There comes a moment when your Power BI report is beautiful, the model is clean, and yet one specific measure takes an eternity to calculate. Blaming the tool is easy, but almost always unfair: DAX is an extraordinarily fast language when written with awareness of how it works underneath. Optimizing measures is not black magic reserved for experts — it is knowing half a dozen principles and applying them with discipline. Let us go through them.
The two engines behind every measure
To optimize DAX, you first have to understand that every measure is resolved by two engines. The Storage Engine is fast, compressed, works on whole columns at once and can use several processor cores in parallel. The Formula Engine is slower, works row by row and uses a single core. The golden rule of performance is simple: do as much work as possible in the Storage Engine and as little as possible in the Formula Engine. Almost every technique that follows is a variation of this principle.

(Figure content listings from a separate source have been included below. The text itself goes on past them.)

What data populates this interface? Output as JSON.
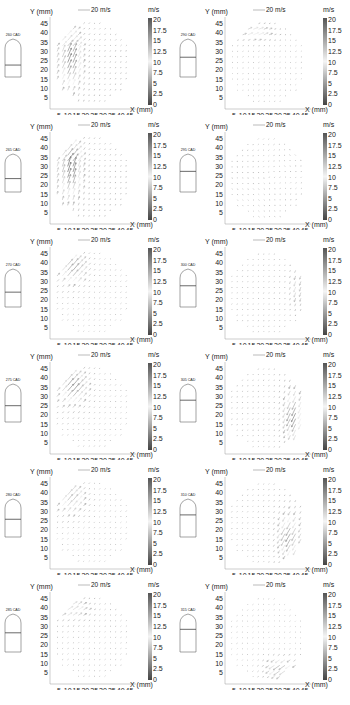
{
  "figure": {
    "axis_labels": {
      "y": "Y (mm)",
      "x": "X (mm)"
    },
    "scale_vector_label": "20 m/s",
    "colorbar": {
      "unit": "m/s",
      "ticks": [
        "20",
        "17.5",
        "15",
        "12.5",
        "10",
        "7.5",
        "5",
        "2.5",
        "0"
      ],
      "range": [
        0,
        20
      ],
      "colors": {
        "top": "#555555",
        "mid": "#f4f4f4",
        "bottom": "#444444"
      }
    },
    "x_ticks": [
      "5",
      "10",
      "15",
      "20",
      "25",
      "30",
      "35",
      "40",
      "45"
    ],
    "y_ticks": [
      "45",
      "40",
      "35",
      "30",
      "25",
      "20",
      "15",
      "10",
      "5"
    ]
  },
  "chart_data": [
    {
      "type": "vector_field",
      "title": "260 CAD",
      "crank_angle": 260,
      "piston_position": 0.55,
      "high_velocity_region": "left side, upward swirl along left wall (x 5-20 mm, y 10-40 mm)",
      "max_velocity_m_s": 18,
      "xlabel": "X (mm)",
      "ylabel": "Y (mm)",
      "xlim": [
        0,
        47
      ],
      "ylim": [
        0,
        47
      ],
      "clim": [
        0,
        20
      ]
    },
    {
      "type": "vector_field",
      "title": "265 CAD",
      "crank_angle": 265,
      "piston_position": 0.6,
      "high_velocity_region": "left side, upward flow along left wall (x 5-20 mm, y 15-42 mm)",
      "max_velocity_m_s": 18,
      "xlabel": "X (mm)",
      "ylabel": "Y (mm)",
      "xlim": [
        0,
        47
      ],
      "ylim": [
        0,
        47
      ],
      "clim": [
        0,
        20
      ]
    },
    {
      "type": "vector_field",
      "title": "270 CAD",
      "crank_angle": 270,
      "piston_position": 0.65,
      "high_velocity_region": "upper-left (x 5-20 mm, y 28-44 mm)",
      "max_velocity_m_s": 16,
      "xlabel": "X (mm)",
      "ylabel": "Y (mm)",
      "xlim": [
        0,
        47
      ],
      "ylim": [
        0,
        47
      ],
      "clim": [
        0,
        20
      ]
    },
    {
      "type": "vector_field",
      "title": "275 CAD",
      "crank_angle": 275,
      "piston_position": 0.7,
      "high_velocity_region": "upper-left diagonal flow (x 5-20 mm, y 25-45 mm)",
      "max_velocity_m_s": 17,
      "xlabel": "X (mm)",
      "ylabel": "Y (mm)",
      "xlim": [
        0,
        47
      ],
      "ylim": [
        0,
        47
      ],
      "clim": [
        0,
        20
      ]
    },
    {
      "type": "vector_field",
      "title": "280 CAD",
      "crank_angle": 280,
      "piston_position": 0.75,
      "high_velocity_region": "upper-left (x 5-18 mm, y 28-44 mm)",
      "max_velocity_m_s": 14,
      "xlabel": "X (mm)",
      "ylabel": "Y (mm)",
      "xlim": [
        0,
        47
      ],
      "ylim": [
        0,
        47
      ],
      "clim": [
        0,
        20
      ]
    },
    {
      "type": "vector_field",
      "title": "285 CAD",
      "crank_angle": 285,
      "piston_position": 0.8,
      "high_velocity_region": "upper-left (x 5-20 mm, y 32-44 mm)",
      "max_velocity_m_s": 12,
      "xlabel": "X (mm)",
      "ylabel": "Y (mm)",
      "xlim": [
        0,
        47
      ],
      "ylim": [
        0,
        47
      ],
      "clim": [
        0,
        20
      ]
    },
    {
      "type": "vector_field",
      "title": "290 CAD",
      "crank_angle": 290,
      "piston_position": 0.82,
      "high_velocity_region": "top-left (x 10-25 mm, y 36-44 mm)",
      "max_velocity_m_s": 12,
      "xlabel": "X (mm)",
      "ylabel": "Y (mm)",
      "xlim": [
        0,
        47
      ],
      "ylim": [
        0,
        47
      ],
      "clim": [
        0,
        20
      ]
    },
    {
      "type": "vector_field",
      "title": "295 CAD",
      "crank_angle": 295,
      "piston_position": 0.85,
      "high_velocity_region": "weak uniform field",
      "max_velocity_m_s": 6,
      "xlabel": "X (mm)",
      "ylabel": "Y (mm)",
      "xlim": [
        0,
        47
      ],
      "ylim": [
        0,
        47
      ],
      "clim": [
        0,
        20
      ]
    },
    {
      "type": "vector_field",
      "title": "300 CAD",
      "crank_angle": 300,
      "piston_position": 0.87,
      "high_velocity_region": "right side (x 38-44 mm, y 20-34 mm)",
      "max_velocity_m_s": 10,
      "xlabel": "X (mm)",
      "ylabel": "Y (mm)",
      "xlim": [
        0,
        47
      ],
      "ylim": [
        0,
        47
      ],
      "clim": [
        0,
        20
      ]
    },
    {
      "type": "vector_field",
      "title": "305 CAD",
      "crank_angle": 305,
      "piston_position": 0.89,
      "high_velocity_region": "right side, downward swirl (x 33-45 mm, y 10-33 mm)",
      "max_velocity_m_s": 17,
      "xlabel": "X (mm)",
      "ylabel": "Y (mm)",
      "xlim": [
        0,
        47
      ],
      "ylim": [
        0,
        47
      ],
      "clim": [
        0,
        20
      ]
    },
    {
      "type": "vector_field",
      "title": "310 CAD",
      "crank_angle": 310,
      "piston_position": 0.9,
      "high_velocity_region": "lower-right (x 30-44 mm, y 8-30 mm)",
      "max_velocity_m_s": 16,
      "xlabel": "X (mm)",
      "ylabel": "Y (mm)",
      "xlim": [
        0,
        47
      ],
      "ylim": [
        0,
        47
      ],
      "clim": [
        0,
        20
      ]
    },
    {
      "type": "vector_field",
      "title": "315 CAD",
      "crank_angle": 315,
      "piston_position": 0.92,
      "high_velocity_region": "bottom-right (x 25-38 mm, y 2-15 mm)",
      "max_velocity_m_s": 15,
      "xlabel": "X (mm)",
      "ylabel": "Y (mm)",
      "xlim": [
        0,
        47
      ],
      "ylim": [
        0,
        47
      ],
      "clim": [
        0,
        20
      ]
    }
  ]
}
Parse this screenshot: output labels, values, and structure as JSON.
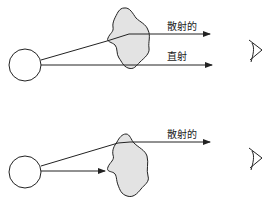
{
  "diagram": {
    "panels": [
      {
        "id": "top",
        "description": "scattered and direct light reaching observer",
        "labels": {
          "scattered": "散射的",
          "direct": "直射"
        }
      },
      {
        "id": "bottom",
        "description": "direct light blocked by obstacle, only scattered light reaches observer",
        "labels": {
          "scattered": "散射的"
        }
      }
    ],
    "colors": {
      "stroke": "#222222",
      "blob_fill": "#e3e3e3",
      "background": "#ffffff"
    },
    "icons": [
      "light-source-circle",
      "particle-blob",
      "eye-icon",
      "arrow-icon"
    ]
  }
}
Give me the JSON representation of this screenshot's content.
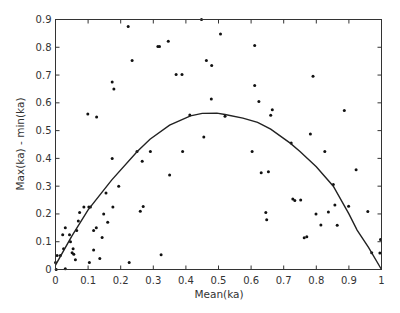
{
  "chart_data": {
    "type": "scatter",
    "title": "",
    "xlabel": "Mean(ka)",
    "ylabel": "Max(ka) - min(ka)",
    "xlim": [
      0,
      1
    ],
    "ylim": [
      0,
      0.9
    ],
    "grid": false,
    "legend": null,
    "x_ticks": [
      "0",
      "0.1",
      "0.2",
      "0.3",
      "0.4",
      "0.5",
      "0.6",
      "0.7",
      "0.8",
      "0.9",
      "1"
    ],
    "y_ticks": [
      "0",
      "0.1",
      "0.2",
      "0.3",
      "0.4",
      "0.5",
      "0.6",
      "0.7",
      "0.8",
      "0.9"
    ],
    "series": [
      {
        "name": "samples",
        "type": "scatter",
        "points": [
          [
            0.002,
            0.0
          ],
          [
            0.0,
            0.025
          ],
          [
            0.005,
            0.05
          ],
          [
            0.015,
            0.05
          ],
          [
            0.03,
            0.003
          ],
          [
            0.025,
            0.075
          ],
          [
            0.03,
            0.15
          ],
          [
            0.022,
            0.125
          ],
          [
            0.043,
            0.125
          ],
          [
            0.046,
            0.1
          ],
          [
            0.054,
            0.075
          ],
          [
            0.051,
            0.06
          ],
          [
            0.056,
            0.055
          ],
          [
            0.061,
            0.035
          ],
          [
            0.065,
            0.14
          ],
          [
            0.07,
            0.175
          ],
          [
            0.074,
            0.205
          ],
          [
            0.087,
            0.225
          ],
          [
            0.102,
            0.225
          ],
          [
            0.107,
            0.225
          ],
          [
            0.104,
            0.025
          ],
          [
            0.117,
            0.14
          ],
          [
            0.125,
            0.15
          ],
          [
            0.117,
            0.07
          ],
          [
            0.136,
            0.04
          ],
          [
            0.143,
            0.115
          ],
          [
            0.148,
            0.2
          ],
          [
            0.16,
            0.17
          ],
          [
            0.155,
            0.275
          ],
          [
            0.176,
            0.225
          ],
          [
            0.194,
            0.3
          ],
          [
            0.226,
            0.025
          ],
          [
            0.174,
            0.4
          ],
          [
            0.26,
            0.21
          ],
          [
            0.269,
            0.227
          ],
          [
            0.266,
            0.39
          ],
          [
            0.25,
            0.425
          ],
          [
            0.291,
            0.425
          ],
          [
            0.35,
            0.34
          ],
          [
            0.324,
            0.053
          ],
          [
            0.39,
            0.425
          ],
          [
            0.223,
            0.875
          ],
          [
            0.314,
            0.803
          ],
          [
            0.319,
            0.803
          ],
          [
            0.346,
            0.822
          ],
          [
            0.235,
            0.752
          ],
          [
            0.174,
            0.675
          ],
          [
            0.179,
            0.65
          ],
          [
            0.37,
            0.702
          ],
          [
            0.388,
            0.702
          ],
          [
            0.099,
            0.56
          ],
          [
            0.126,
            0.549
          ],
          [
            0.412,
            0.556
          ],
          [
            0.448,
            0.9
          ],
          [
            0.506,
            0.848
          ],
          [
            0.611,
            0.806
          ],
          [
            0.463,
            0.752
          ],
          [
            0.479,
            0.734
          ],
          [
            0.611,
            0.662
          ],
          [
            0.478,
            0.614
          ],
          [
            0.624,
            0.605
          ],
          [
            0.665,
            0.575
          ],
          [
            0.66,
            0.555
          ],
          [
            0.52,
            0.552
          ],
          [
            0.455,
            0.477
          ],
          [
            0.603,
            0.425
          ],
          [
            0.723,
            0.455
          ],
          [
            0.79,
            0.696
          ],
          [
            0.886,
            0.572
          ],
          [
            0.782,
            0.488
          ],
          [
            0.826,
            0.425
          ],
          [
            0.922,
            0.359
          ],
          [
            0.631,
            0.348
          ],
          [
            0.653,
            0.352
          ],
          [
            0.852,
            0.306
          ],
          [
            0.728,
            0.254
          ],
          [
            0.734,
            0.248
          ],
          [
            0.752,
            0.25
          ],
          [
            0.857,
            0.232
          ],
          [
            0.899,
            0.228
          ],
          [
            0.645,
            0.205
          ],
          [
            0.648,
            0.179
          ],
          [
            0.799,
            0.2
          ],
          [
            0.837,
            0.207
          ],
          [
            0.958,
            0.209
          ],
          [
            0.814,
            0.16
          ],
          [
            0.864,
            0.159
          ],
          [
            0.763,
            0.114
          ],
          [
            0.771,
            0.118
          ],
          [
            0.997,
            0.108
          ],
          [
            0.97,
            0.06
          ],
          [
            0.995,
            0.059
          ]
        ]
      },
      {
        "name": "fit",
        "type": "line",
        "points": [
          [
            0.0,
            0.016
          ],
          [
            0.05,
            0.12
          ],
          [
            0.1,
            0.215
          ],
          [
            0.172,
            0.322
          ],
          [
            0.25,
            0.424
          ],
          [
            0.29,
            0.469
          ],
          [
            0.35,
            0.52
          ],
          [
            0.414,
            0.553
          ],
          [
            0.45,
            0.562
          ],
          [
            0.495,
            0.563
          ],
          [
            0.52,
            0.558
          ],
          [
            0.575,
            0.545
          ],
          [
            0.62,
            0.53
          ],
          [
            0.66,
            0.505
          ],
          [
            0.72,
            0.455
          ],
          [
            0.75,
            0.425
          ],
          [
            0.8,
            0.37
          ],
          [
            0.852,
            0.3
          ],
          [
            0.9,
            0.2
          ],
          [
            0.925,
            0.142
          ],
          [
            0.96,
            0.08
          ],
          [
            1.0,
            0.0
          ]
        ]
      }
    ]
  }
}
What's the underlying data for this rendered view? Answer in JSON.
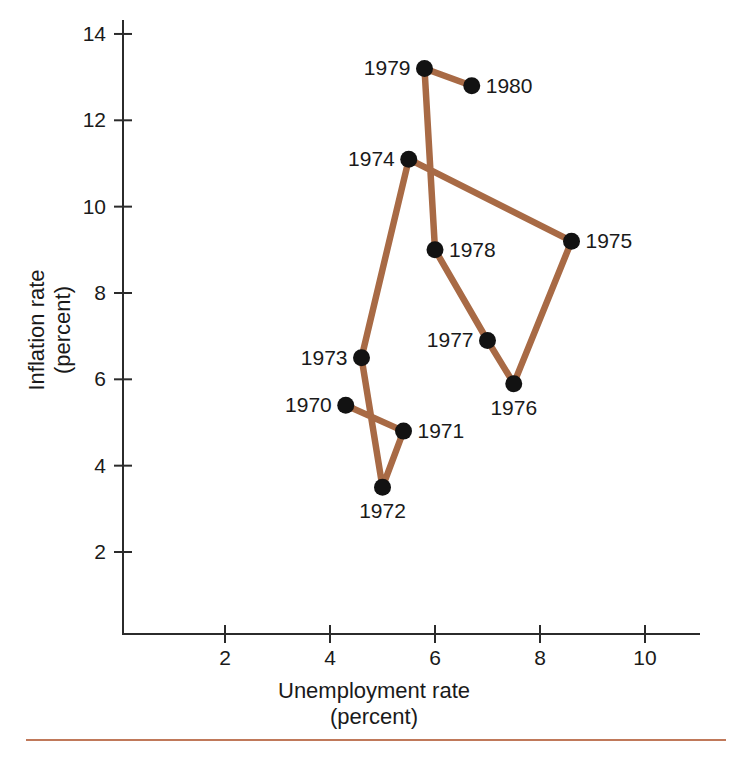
{
  "figure": {
    "line_color": "#a86a45",
    "dot_color": "#121212",
    "axis_color": "#2b2b2b",
    "rule_color": "#c0795a"
  },
  "axes": {
    "x": {
      "title_line1": "Unemployment rate",
      "title_line2": "(percent)",
      "ticks": [
        "2",
        "4",
        "6",
        "8",
        "10"
      ],
      "tick_values": [
        2,
        4,
        6,
        8,
        10
      ],
      "range": [
        0.6,
        11.3
      ]
    },
    "y": {
      "title_line1": "Inflation rate",
      "title_line2": "(percent)",
      "ticks": [
        "2",
        "4",
        "6",
        "8",
        "10",
        "12",
        "14"
      ],
      "tick_values": [
        2,
        4,
        6,
        8,
        10,
        12,
        14
      ],
      "range": [
        0.3,
        14.6
      ]
    }
  },
  "chart_data": {
    "type": "scatter",
    "title": "",
    "xlabel": "Unemployment rate (percent)",
    "ylabel": "Inflation rate (percent)",
    "xlim": [
      0.6,
      11.3
    ],
    "ylim": [
      0.3,
      14.6
    ],
    "grid": false,
    "legend": "none",
    "connected": true,
    "series": [
      {
        "name": "Inflation vs unemployment, 1970-1980",
        "points": [
          {
            "label": "1970",
            "x": 4.3,
            "y": 5.4,
            "label_side": "left"
          },
          {
            "label": "1971",
            "x": 5.4,
            "y": 4.8,
            "label_side": "right"
          },
          {
            "label": "1972",
            "x": 5.0,
            "y": 3.5,
            "label_side": "below"
          },
          {
            "label": "1973",
            "x": 4.6,
            "y": 6.5,
            "label_side": "left"
          },
          {
            "label": "1974",
            "x": 5.5,
            "y": 11.1,
            "label_side": "left"
          },
          {
            "label": "1975",
            "x": 8.6,
            "y": 9.2,
            "label_side": "right"
          },
          {
            "label": "1976",
            "x": 7.5,
            "y": 5.9,
            "label_side": "below"
          },
          {
            "label": "1977",
            "x": 7.0,
            "y": 6.9,
            "label_side": "left"
          },
          {
            "label": "1978",
            "x": 6.0,
            "y": 9.0,
            "label_side": "right"
          },
          {
            "label": "1979",
            "x": 5.8,
            "y": 13.2,
            "label_side": "left"
          },
          {
            "label": "1980",
            "x": 6.7,
            "y": 12.8,
            "label_side": "right"
          }
        ]
      }
    ]
  }
}
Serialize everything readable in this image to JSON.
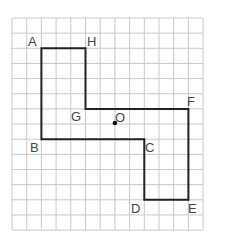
{
  "diagram": {
    "type": "grid-polygon",
    "grid": {
      "columns": 13,
      "rows": 14,
      "line_color": "#c8c8c8"
    },
    "polygon": {
      "stroke_color": "#222222",
      "vertices": [
        {
          "label": "A",
          "col": 2,
          "row": 2
        },
        {
          "label": "H",
          "col": 5,
          "row": 2
        },
        {
          "label": "G",
          "col": 5,
          "row": 6
        },
        {
          "label": "F",
          "col": 12,
          "row": 6
        },
        {
          "label": "E",
          "col": 12,
          "row": 12
        },
        {
          "label": "D",
          "col": 9,
          "row": 12
        },
        {
          "label": "C",
          "col": 9,
          "row": 8
        },
        {
          "label": "B",
          "col": 2,
          "row": 8
        }
      ]
    },
    "center_point": {
      "label": "O",
      "col": 7,
      "row": 7
    }
  },
  "labels": {
    "A": "A",
    "H": "H",
    "G": "G",
    "F": "F",
    "E": "E",
    "D": "D",
    "C": "C",
    "B": "B",
    "O": "O"
  }
}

Technique 1: use variables to avoid repeating calculations
One of the easiest and most ignored improvements is storing intermediate results in variables with VAR. If a measure calculates the same expression three times, it is doing triple the work. By storing it in a variable and reusing it, the calculation happens only once. Beyond speed, variables make the measure readable and easier to debug — a rare case where what is faster is also what is cleaner.
Technique 2: filter columns, not whole tables
A very common mistake is using FILTER over a whole large table when a condition on a column would do. Writing CALCULATE( [Sales], FILTER( Table, Table[Year] = 2026 ) ) forces the engine to scan the whole table row by row; writing CALCULATE( [Sales], Table[Year] = 2026 ) lets the Storage Engine handle it far more efficiently. Whenever possible, apply the filter directly to the column and reserve the explicit FILTER only for conditions that truly require it.
Technique 3: beware iterators over huge tables
The X-family functions — SUMX, AVERAGEX and company — are powerful but scan the table row by row, Formula Engine territory. Over a small dimension, no problem. Over a fact table with millions of rows, a poorly thought-out iterator can be the cause of all the slowness. Often, you can reformulate the calculation so that the heavy work is a simple column aggregation, which the Storage Engine does in the blink of an eye.
Technique 4: reduce cardinality whenever possible
DAX speed depends directly on the number of distinct values the engines have to process. Very high cardinality columns — timestamps to the second, long unique identifiers — are performance's worst enemy. Storing the date separate from the time, or rounding what does not need extreme precision, reduces cardinality and speeds up everything that rests on those columns. It is an optimization in the model that reflects in every measure.
Technique 5: measure, do not guess
The most important rule of all: never optimize blindly. Power BI has the Performance Analyzer, which shows exactly how long each visual and each measure take. To go deeper, free tools like DAX Studio reveal how much time was spent in the Storage Engine and how much in the Formula Engine — the information that points directly at the problem. Optimizing without measuring is like operating without a diagnosis: you waste time fixing what was not broken.
A concrete case: from thirty seconds to under one
A team had a report where a "distinct customers with a purchase in the period" measure took about thirty seconds to open. The measure used a FILTER over the whole sales table, with millions of rows, inside an iterator. Running the Performance Analyzer, they saw that almost all the time was spent in the Formula Engine. They rewrote the measure to apply the filter directly to the column and replace the iterator with a native aggregation. The heavy work moved to the Storage Engine. The calculation time dropped from thirty seconds to under one. The model did not change, the data did not change — what changed was how the measure asked for the work.
The mental pattern that solves most cases
If there were a single idea to take away, it would be this: always ask "is this calculation being done column by column by the fast engine, or row by row by the slow engine?". When you notice a slow measure, look for iterators and filters over whole tables — they are the usual suspects. Reformulate so the Storage Engine does the bulk, and speed almost always appears. It is less about tricks and more about respecting how the tool thinks.
In practice
Next time a report drags, do not blame Power BI before looking at your measures with these eyes. Run the Performance Analyzer, find the slowest measure, and ask where it is doing too much work. Often, a two-line rewrite transforms the experience of everyone who uses the report. Which is the slowest measure in your main report — and have you measured where it loses time?